Thesis/Dissertation Writing: Five Tips for Getting Unstuck (Part 2)
- Jennifer J. Baggett, Ph.D.
- May 27, 2024
- 4 min read
This blog is part two of a five-part series on getting unstuck in your writing. If you are finding yourself stuck in your thesis/dissertation writing, it's not a good feeling. To free yourself as quickly as possible from that feeling, you need to do two things. You need to think, and you need to act. First, try to think about why you are stuck. Then figure out the best course of action you can take given that reason. Reflect on the question below. Could this be a reason you are stuck? If so, read the tip, and try it out. I think you will find this course of action to be a real game changer. This one small shift in my thinking made all the difference for me. I hope it does for you, too.
Are You Stuck Because of Your Negative Inner and Outer Critics?
The word critic, although a noun, originally comes from the Greek adjective kritikós which means "capable of judgment." Technically, that judgment does not have to be negative. A judgment can be favorable. However, for the purpose of this blog, I am using the negative connotation of the word. As you write (or maybe just thinking about your writing), do you have that inner voice that is negatively assessing, evaluating, and analyzing your work? Are you finding fault with your writing? Are you concentrating on its apparent shortcomings? In your imagination, can you hear the disapproving voices of your committee members (your outer critics) telling you that your work is not clear enough, not long enough, not concise enough, not developed enough? Are they saying that your work lacks value or worth? A negative critic can absolutely paralyze you, whether it's coming from your own voice or the imagined voices of your committee members.
TIP--Put Yourself in Teacher Mode
What Putting Yourself in Teacher Mode Is
Imagine yourself in a classroom. Where are you? Are you seated at a student desk? The reason for your negative thinking could be because you're in student mode. Shift your position. Get out of your student desk, get up in front of the room, and put yourself in teacher mode. Put your committee at the students' desks. Then teach! (Write!)

How to Put Yourself in Teacher Mode
If you've ever taught in a classroom setting, this strategy will be easy for you. If you don't have formal teaching experience, you must have taught someone something at some point in your life. Think about how you did it and draw from that. Whether you've been a teacher in the formal sense or not, you can transfer your teaching skills to your writing.
Here's how this strategy works. You are the teacher, and your committee members are the students. It's role reversal. As you stand in front of the classroom, think about your committee members who do not know your content. Spend a little time thinking about these questions:
How do I teach/present this content?
How do I talk to these students?
How do I engage them?
Next, as any good teacher would do, you have to anticipate your students' questions. Picture your committee, your "students," asking you questions, not in a threatening or challenging way, but in a way that conveys their genuine interest. They are eager to learn about your topic. They want to know more. What questions do you anticipate them asking? Answer them as you write.

Also, you have to think about areas that might need presenting in different ways. Visuals typically help students understand material. That's where your tables and graphs come in. In your teacher role, give some context that previews the visual, then show the visual, then discuss its relevance in light of the point you are trying to make. Continue to teach (continue to write) in this manner. Move from one point to the next in a logical way that your "students" can follow. As you write, imagine yourself teaching your content to your committee members who are listening, nodding, and following what you are saying. Your "students" appreciate your clarity and thoroughness in the variety of ways that you present your material.
A good teacher reads the room to get a sense of whether more examples are needed with any given point. After you make each point as you write, use your imagination to look at the facial expressions of your committee members as they sit at those student desks. Do they need examples? Give them some. Then reinforce your main point. Then look at your committee again. Do they look like they understand? If so, move on. If not, give them more examples. Since you know your content, it won't be difficult for you to think of examples to help your "students." Providing examples probably won't take much time on your part, and it's valuable for their understanding.
When you put yourself in teacher mode, don't think of it as explaining your research to your "students." You are not explaining. Explaining puts you in an inferior role of having to defend yourself. Instead, you are describing. You are describing to your committee members the aspects of your research and why it matters.
After you have written a chapter of your thesis/dissertation using this method, congratulate yourself. You have just presented a wonderful lesson. Your "students" are inspired.

Why Putting Yourself in Teacher Mode Works
If you are stuck in your writing, there needs to be a shift of some sort. This strategy offers a small, but powerful, shift in your mindset. It gives you a different position from which to write. Using this strategy, you are not writing as a timid student anxiously hoping for professor approval. You are writing as a self-assured instructor, sharing the story of your research and why it matters in a clear and comprehensive way. If you imagine your writing voice to be a teaching voice, it can help to free you from that negative critic. With that freedom comes a greater sense of competence and confidence in your academic writing.
Are you still here? You're not writing yet? Are you still stuck because you are having trouble stepping out of student mode and into teacher mode? Click below, and we'll help you take that step.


All entries should be copied exactly, none left out.

• **GIVEN RECORDS**:
════
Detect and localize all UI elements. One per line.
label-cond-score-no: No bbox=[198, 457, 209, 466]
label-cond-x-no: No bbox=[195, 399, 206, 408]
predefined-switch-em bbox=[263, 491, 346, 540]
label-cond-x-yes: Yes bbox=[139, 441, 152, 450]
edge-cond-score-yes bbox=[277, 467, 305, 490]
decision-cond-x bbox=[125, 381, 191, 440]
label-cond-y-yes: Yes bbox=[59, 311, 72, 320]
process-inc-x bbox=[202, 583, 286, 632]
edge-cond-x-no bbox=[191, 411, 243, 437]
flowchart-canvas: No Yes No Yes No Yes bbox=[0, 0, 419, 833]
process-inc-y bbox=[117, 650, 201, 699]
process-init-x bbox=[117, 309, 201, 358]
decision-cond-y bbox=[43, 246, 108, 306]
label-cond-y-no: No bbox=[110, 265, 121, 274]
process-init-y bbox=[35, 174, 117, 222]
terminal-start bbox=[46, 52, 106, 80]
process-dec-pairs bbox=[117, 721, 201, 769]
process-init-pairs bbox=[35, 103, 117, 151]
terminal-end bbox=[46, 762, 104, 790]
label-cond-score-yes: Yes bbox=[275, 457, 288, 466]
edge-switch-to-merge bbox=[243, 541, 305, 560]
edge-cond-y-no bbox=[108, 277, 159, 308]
════
• **FINAL ANSWER**:
Detect and localize all UI elements. One per line.
label-cond-score-no: No bbox=[198, 457, 209, 466]
label-cond-x-no: No bbox=[195, 399, 206, 408]
predefined-switch-em bbox=[263, 491, 346, 540]
label-cond-x-yes: Yes bbox=[139, 441, 152, 450]
edge-cond-score-yes bbox=[277, 467, 305, 490]
decision-cond-x bbox=[125, 381, 191, 440]
label-cond-y-yes: Yes bbox=[59, 311, 72, 320]
process-inc-x bbox=[202, 583, 286, 632]
edge-cond-x-no bbox=[191, 411, 243, 437]
flowchart-canvas: No Yes No Yes No Yes bbox=[0, 0, 419, 833]
process-inc-y bbox=[117, 650, 201, 699]
process-init-x bbox=[117, 309, 201, 358]
decision-cond-y bbox=[43, 246, 108, 306]
label-cond-y-no: No bbox=[110, 265, 121, 274]
process-init-y bbox=[35, 174, 117, 222]
terminal-start bbox=[46, 52, 106, 80]
process-dec-pairs bbox=[117, 721, 201, 769]
process-init-pairs bbox=[35, 103, 117, 151]
terminal-end bbox=[46, 762, 104, 790]
label-cond-score-yes: Yes bbox=[275, 457, 288, 466]
edge-switch-to-merge bbox=[243, 541, 305, 560]
edge-cond-y-no bbox=[108, 277, 159, 308]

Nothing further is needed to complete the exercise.